Teachers unions: “(Teachers) are the ones that told me there’s so much money that never makes to the classroom. There are 600,000 people who work in K-12 and over half of them aren’t in the classroom…

“I want to empower teachers. People ask me this all the time – you’re a Republican, how are you going to deal with the unions? My education reform platform is going to appeal to teachers. There’s 300,000 members of the CTA and I’m going to communicate with all of them…

“There are 5,000 schools that report to 1,000 schools districts that report to 58 county boards of education that report … to a whole mixture of…bureaucracy and overlap…We’ve got to totally flatten that out.”

Dysfunctional state-schools financing: “We have to fix that.”

THE CAMPAIGNpoizner

Platform: “How I run for governor is going to be critical to my strategy. I’ll be issuing more and more details – I’m going to be very specific. I will drive my political consultants nuts. Political consultants don’t want you to be specific – ‘don’t let them pin you down.’ But that’s not the way I’m going to be running this campaign.”
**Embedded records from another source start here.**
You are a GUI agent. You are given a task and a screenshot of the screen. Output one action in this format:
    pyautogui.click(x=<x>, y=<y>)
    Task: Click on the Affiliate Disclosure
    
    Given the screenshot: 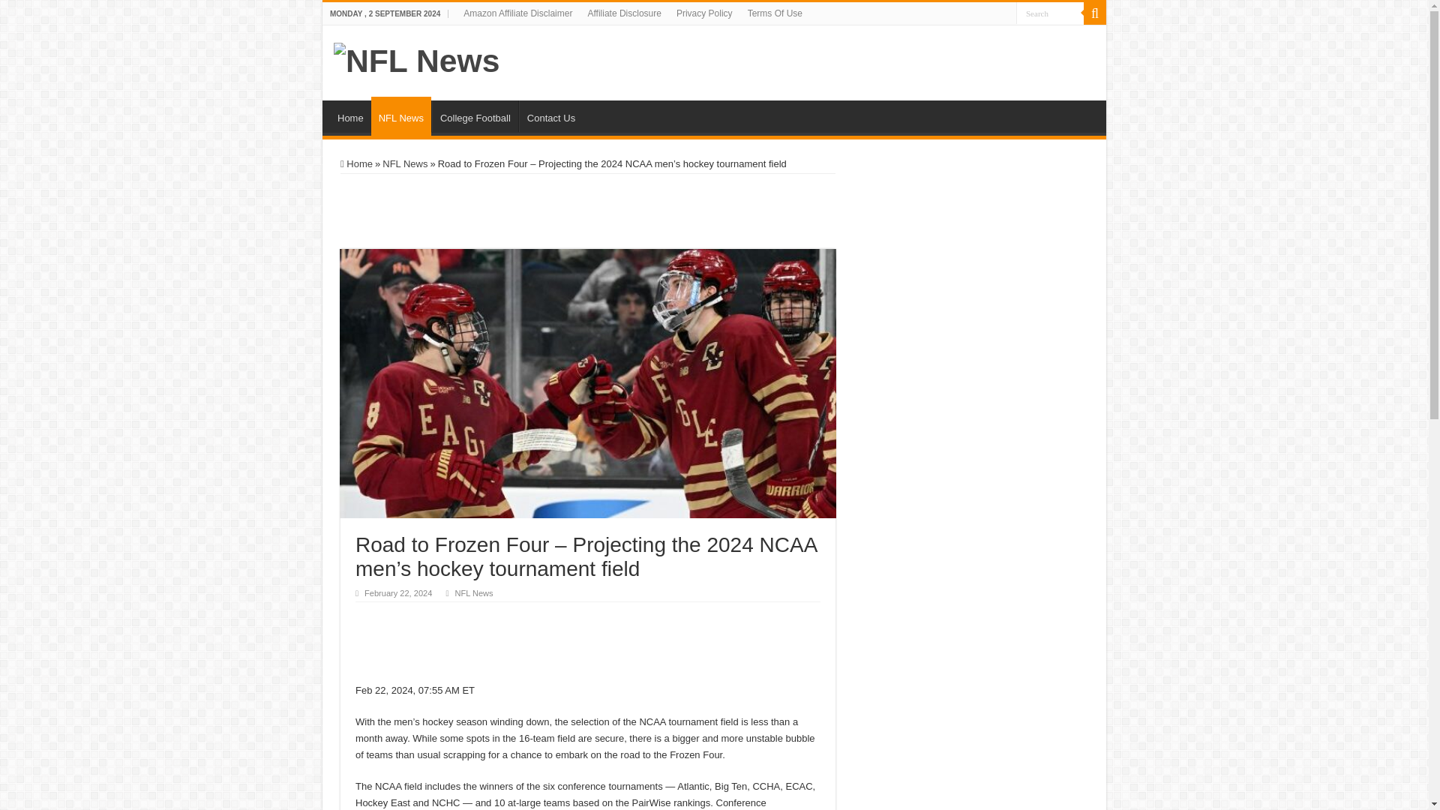 What is the action you would take?
    pyautogui.click(x=624, y=14)
    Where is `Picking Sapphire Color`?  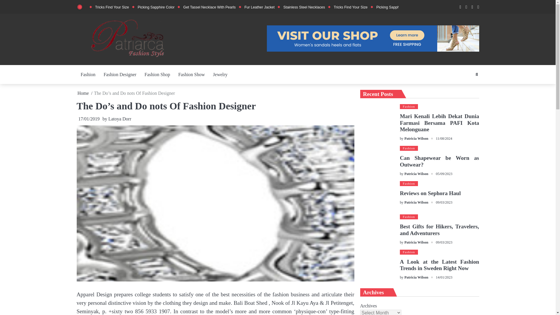
Picking Sapphire Color is located at coordinates (395, 7).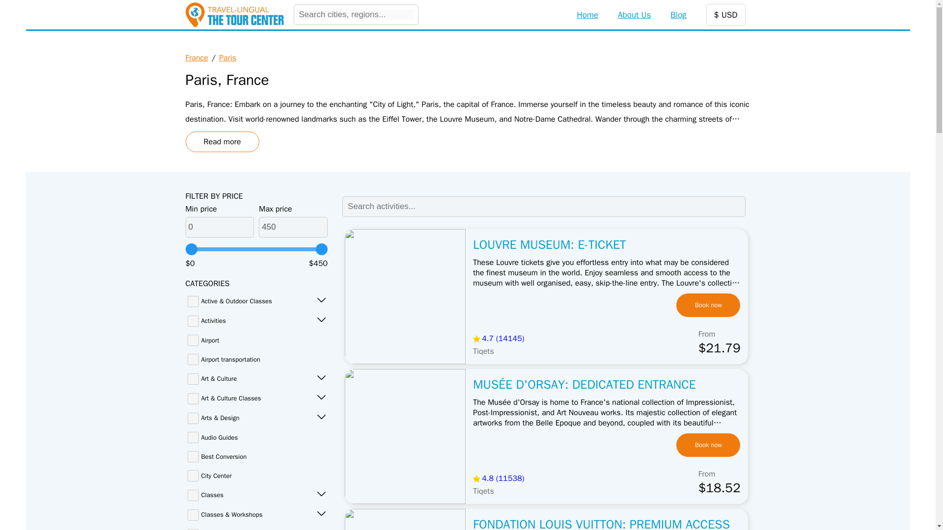 This screenshot has width=943, height=530. Describe the element at coordinates (194, 457) in the screenshot. I see `on` at that location.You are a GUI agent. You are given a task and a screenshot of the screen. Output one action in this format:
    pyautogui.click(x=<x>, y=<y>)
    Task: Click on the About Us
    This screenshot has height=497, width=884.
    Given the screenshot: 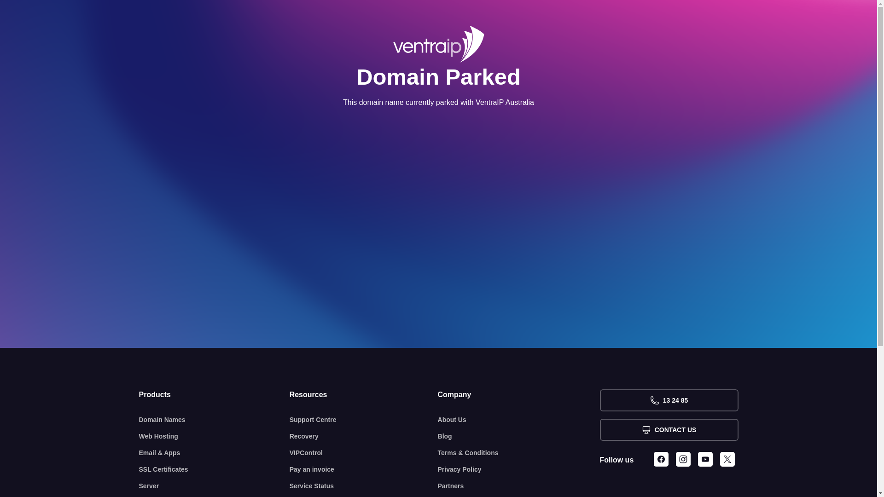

“Some of my TV advertising may say the following – ‘please do not vote for me unless you agree with me’…I’m hoping I get elected by a landslide.”

Part-time legislature: “From 1850 to 1967, California had a part-time legislature. I want people who have been successful in their community and then they’re sent to the Legislature to make wise decisions…I want to figure out a way to attract a different kind of person.”
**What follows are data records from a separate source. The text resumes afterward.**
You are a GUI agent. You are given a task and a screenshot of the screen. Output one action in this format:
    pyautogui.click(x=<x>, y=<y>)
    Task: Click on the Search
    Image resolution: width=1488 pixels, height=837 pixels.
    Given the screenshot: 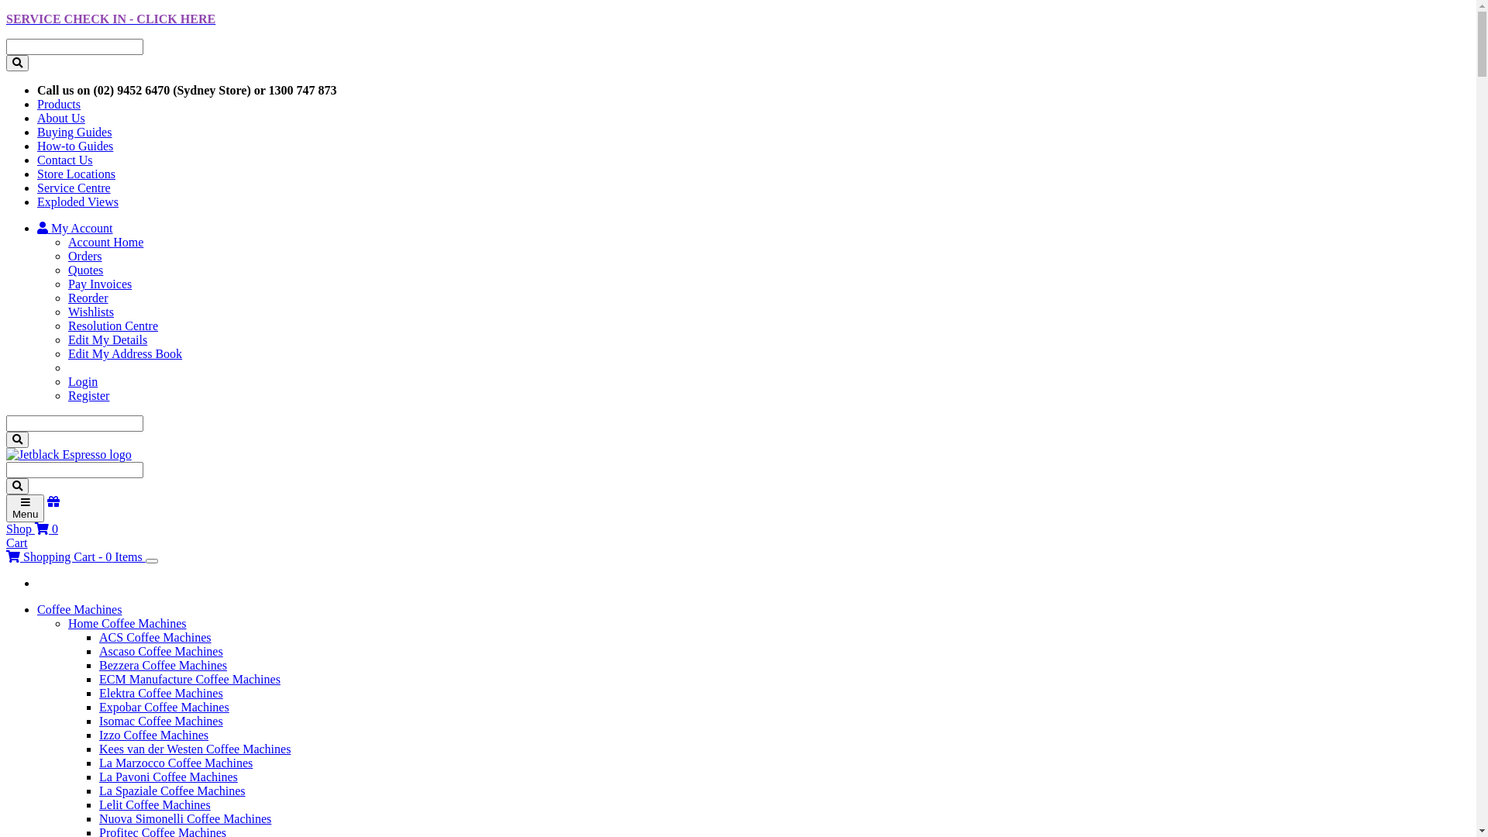 What is the action you would take?
    pyautogui.click(x=17, y=64)
    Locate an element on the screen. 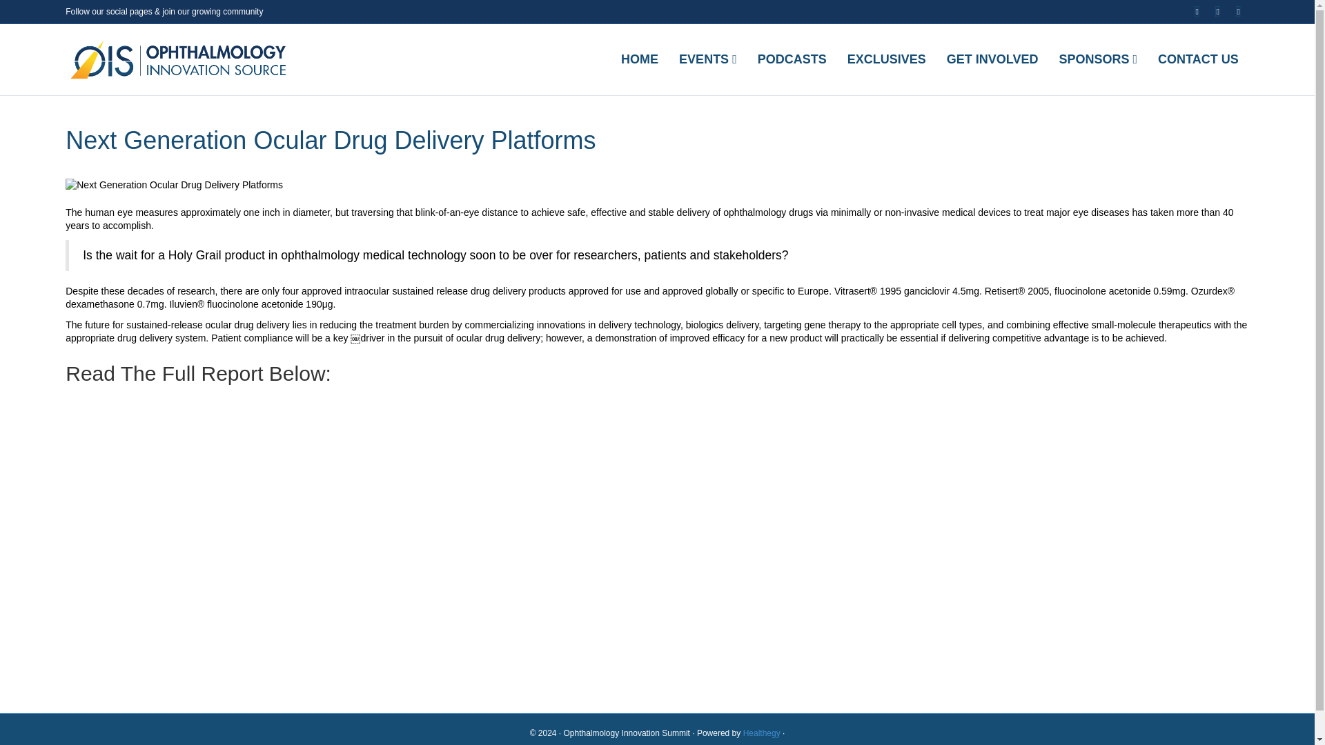  HOME is located at coordinates (640, 59).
Gov. Schwarzenegger: “I think (he’s) been scattered. Sometimes he’s working in this direction, sometimes he’s working in that direction. I really do admire that he’s gotten the reform movement started…but he doesn’t have necessarily my same devotion to a set of core principles.”

Jerry Brown: “I look forward to running against Jerry Brown. He’ll be a tough, formidable candidate – he’s crafty, it will be a tight campaign. He is the epitome of someone who has never had any experience whatsoever except in politics and I bet you the majority of voters are going to say ‘thank you but it’s time to retire.”’
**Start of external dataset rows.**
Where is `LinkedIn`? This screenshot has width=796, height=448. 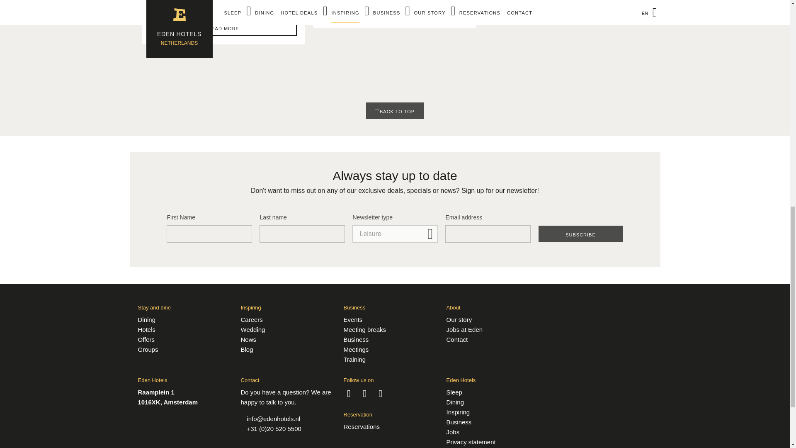 LinkedIn is located at coordinates (348, 393).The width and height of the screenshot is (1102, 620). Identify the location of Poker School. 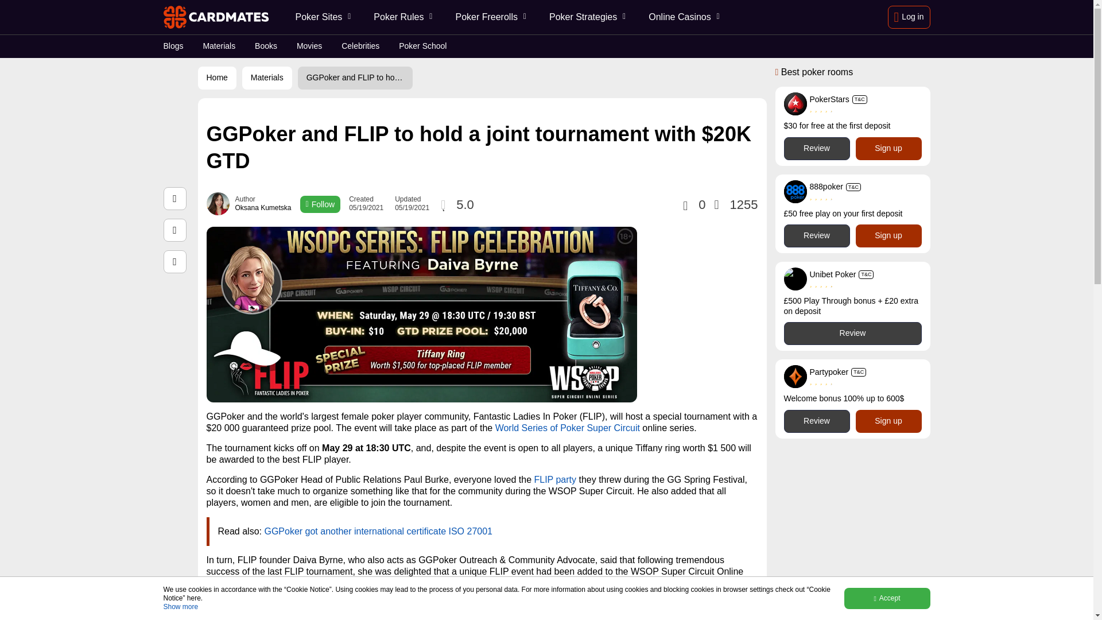
(422, 46).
Tom Campbell: “Tom Campbell…is a great person, but he’s advocating tax increases – he’s running in the wrong primary. He’s not going to get into double digits, he’s not going to be the Republican nominee.”

Meg Whitman: “This is going to come down to between Meg Whitman and me and when people dig in they’re going to realize that only one of us has actually started companies from scratch. The other one is a large company marketing executive – that’s a difference…Only one of us has actually run for office and won. I’m the only Republican to get elected in a regularly scheduled election since 1994…The difference is track record.”

SOCIAL ISSUES

Abortion rights: “I’m pro-choice but I really do feel quite passionate about being against abortions. I want to drive the number of abortions down to as close to zero as possible.

“I just don’t think you can or should outlaw abortion – I mean that’s just not going to happen, wrong step. I’m in favor of outlawing late term abortion…I support parental notification, I support some logical steps that put some reasonable restrictions on abortions and most importantly I’m in favor of bold education programs for teenagers.”

Gay rights: “I don’t support gay marriage (and I support) Prop. 8. I do support civil unions and domestic partnerships.”

Social conservatives: “I’m finding that a lot of very conservative social conservative types they understand that my top priority is family values. There’s nothing more important than making sure that families can make ends meet…

“So we don’t completely agree on the social issues but we’re not 100 miles apart. On fiscal issues we’re 100% in lock step.”